13. November 2014.00:00
Defence witness Spiro Pereula told the trial of Ratko Mladic in Hague that he didn't know that captured Muslims were killed in Serb prisons, although he was a member of the Bosnian Serb Committee for exchange of prisoners.

This post is also available in: Bosnian

“That is not familiar to me… I never received or sent such information,” Pereula told prosecutor Adam Weber when asked whether he knew that prisoners were dying in prison in Kula.

The witness claimed that he didn’t know that non-Serb civilians were held in Kula, because he never went there.

“My job was to exchange soldiers, others had jobs to exchange other people,” Pereula said, excepting a little later that there were civilians in those prisons.

Despite the documents that prosecutor presented to him, the witness said that in Main Headquarters of the Bosnian Serb Army (VRS), where he worked, he didn’t have information about prisoners.

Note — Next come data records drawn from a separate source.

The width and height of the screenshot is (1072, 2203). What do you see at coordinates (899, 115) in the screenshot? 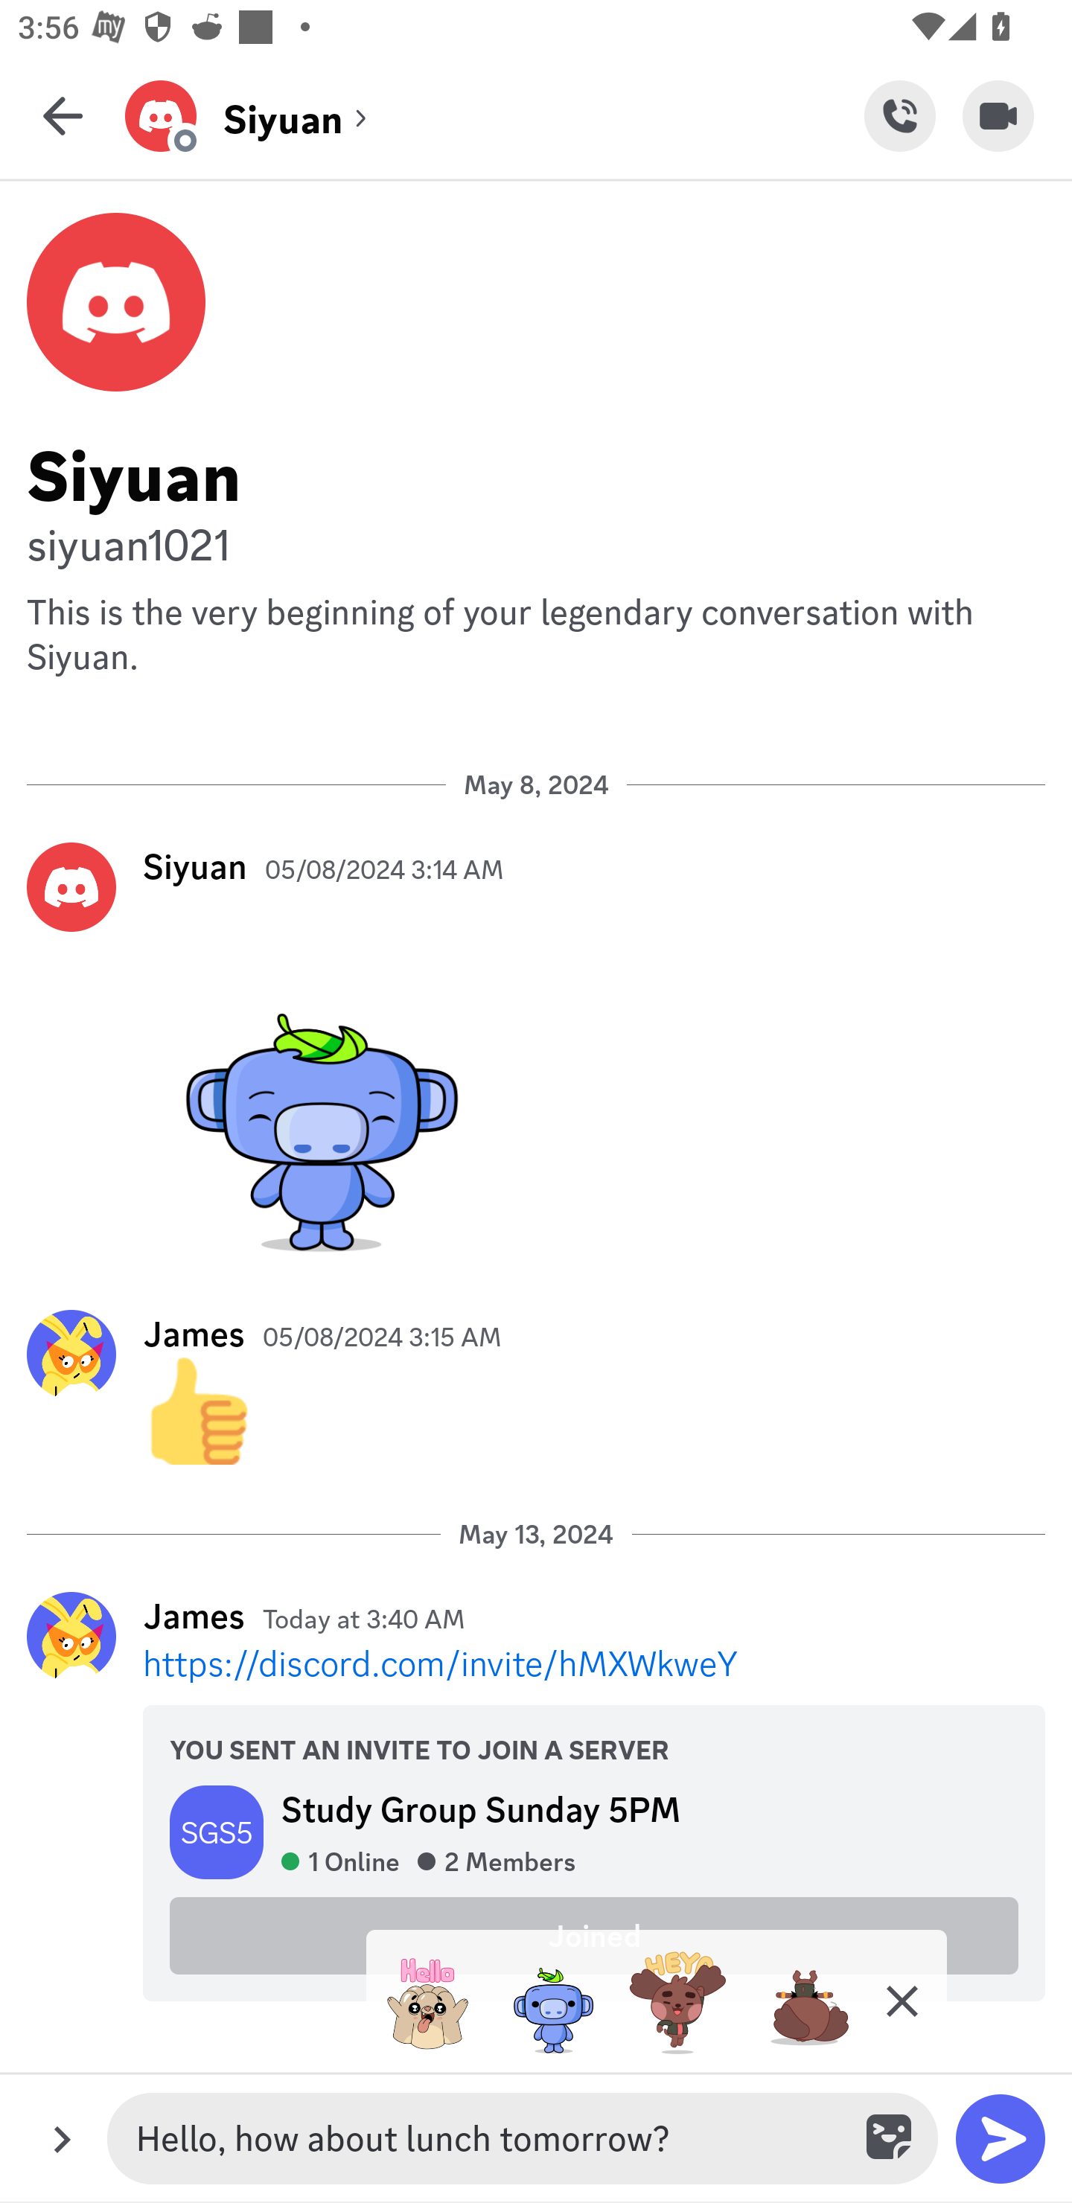
I see `Start Voice Call` at bounding box center [899, 115].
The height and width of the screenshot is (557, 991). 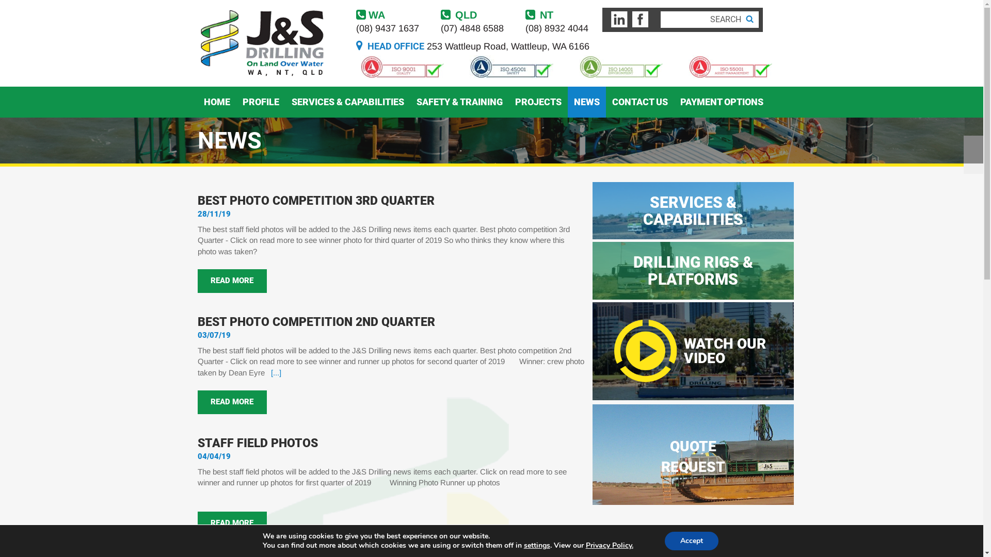 What do you see at coordinates (459, 102) in the screenshot?
I see `SAFETY & TRAINING` at bounding box center [459, 102].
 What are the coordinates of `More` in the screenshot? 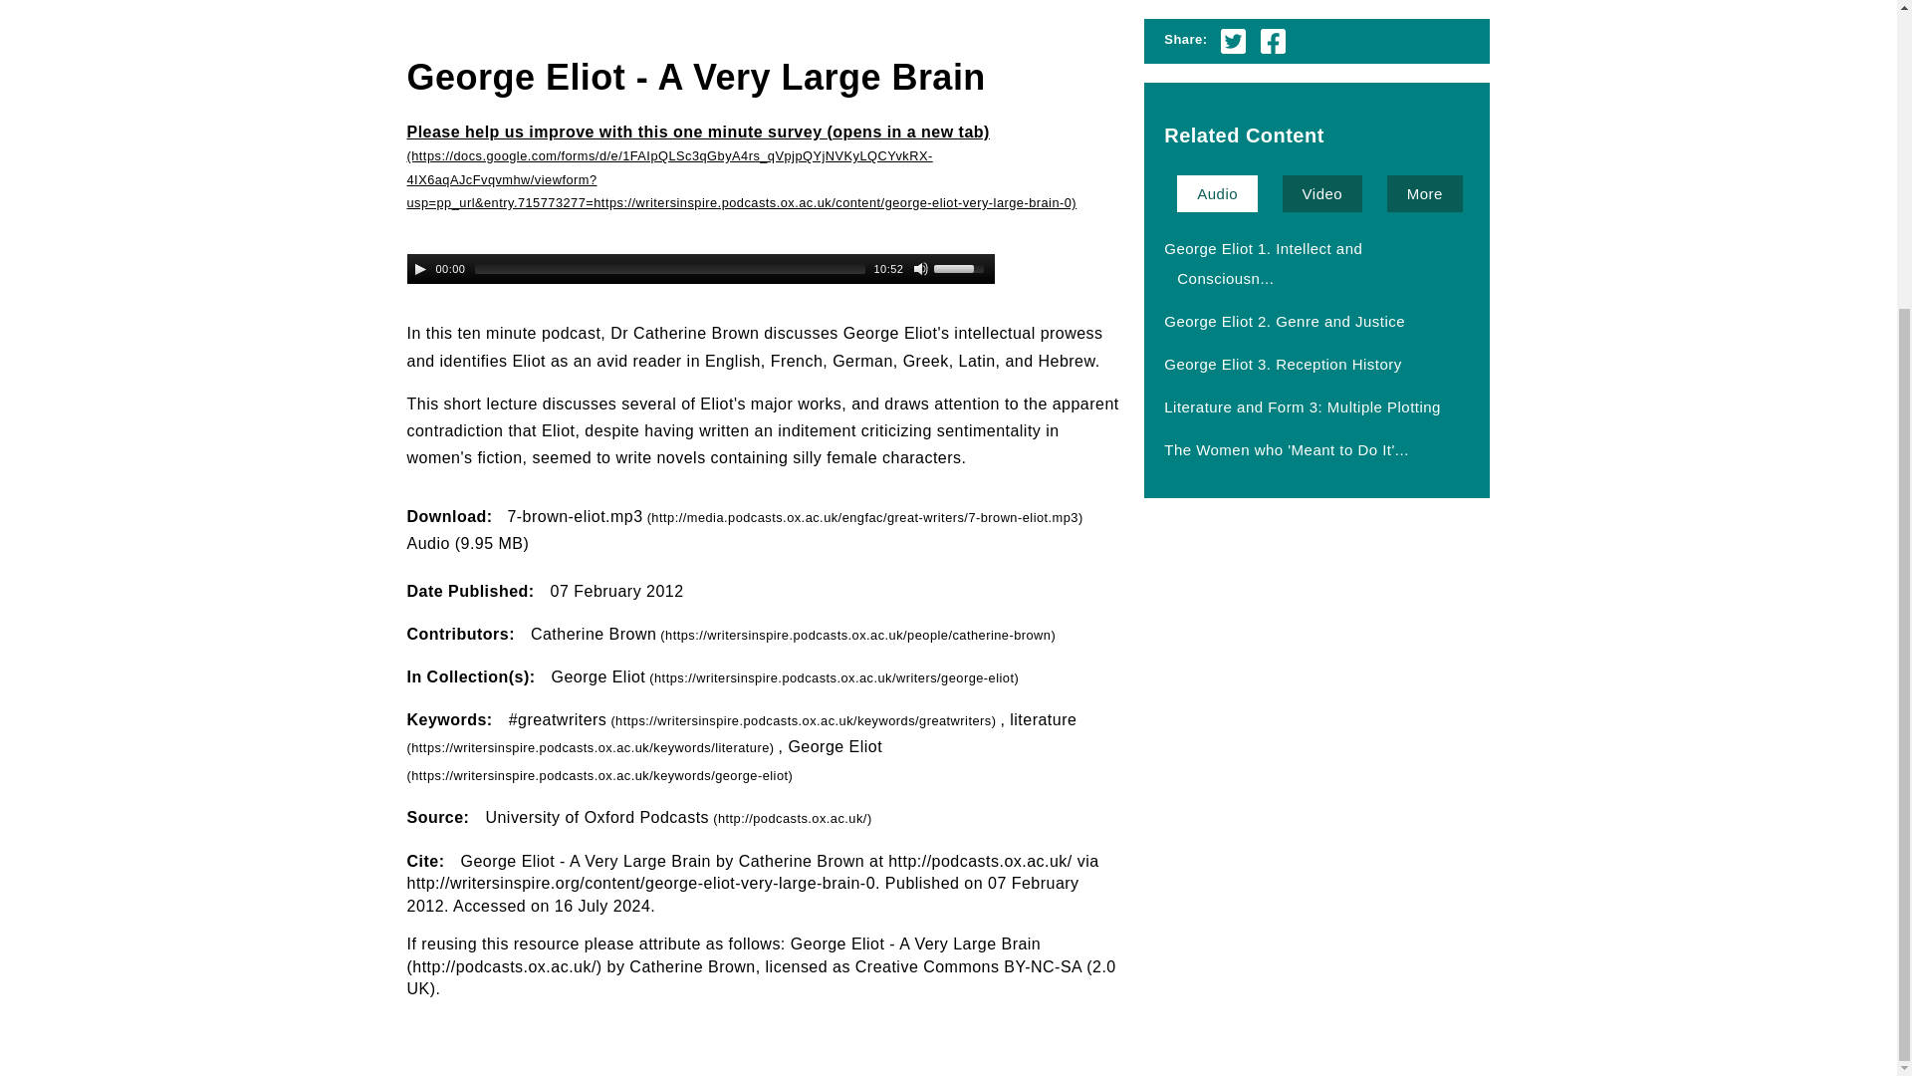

He sought to represent his role in the exchange Committee as not significant, claiming that, while he was a member, no prisoner was exchanged and that nothing was resolved in his presence.

Asked whether because of that he resigned he answered: “Not in written… but verbally yes”. He specified that Bosnian Serb government dismissed him only at the end of war.

Former Bosnian Serb military commander Ratko Mladic is on trial for genocide in Srebrenica, the persecution of Bosniaks and Croats which reached genocide proportions in several municipalities, for terrorising the population of Sarajevo and taking UN peacekeepers hostage.

Prosecutor Weber suggested that witness was a participant in the ethnic cleansing of Gorazde in 1995, quoting in the courtroom calls for Muslims to leave that enclave, which was signed by Pereula.

The witness denied it, saying that call was for soldiers of the Bosnian Army and not civilians.

“Propaganda is permitted in war in order to ensure victory… This was all related to soldiers in order to create their insecurity, and not on civilians,” the witness said.

Pereula, who before the war worked at the headquarters of the Territorial Defence (TO) BIH, accused commander from that time Hasan Efendic for the division of that organization by ethnical line. He testified that his colleague from that time Jovan Divjak, distributed weapons to the Muslim part of the TO and Ministry of internal affair “without orders”.

Witness said that his own brother was kidnapped and “savagely tortured” in custody at café “Sun” in Dobrinje settlement in Sarajevo.

Mladic’s defence, with testimony of next witness, will continue on Monday, November 17.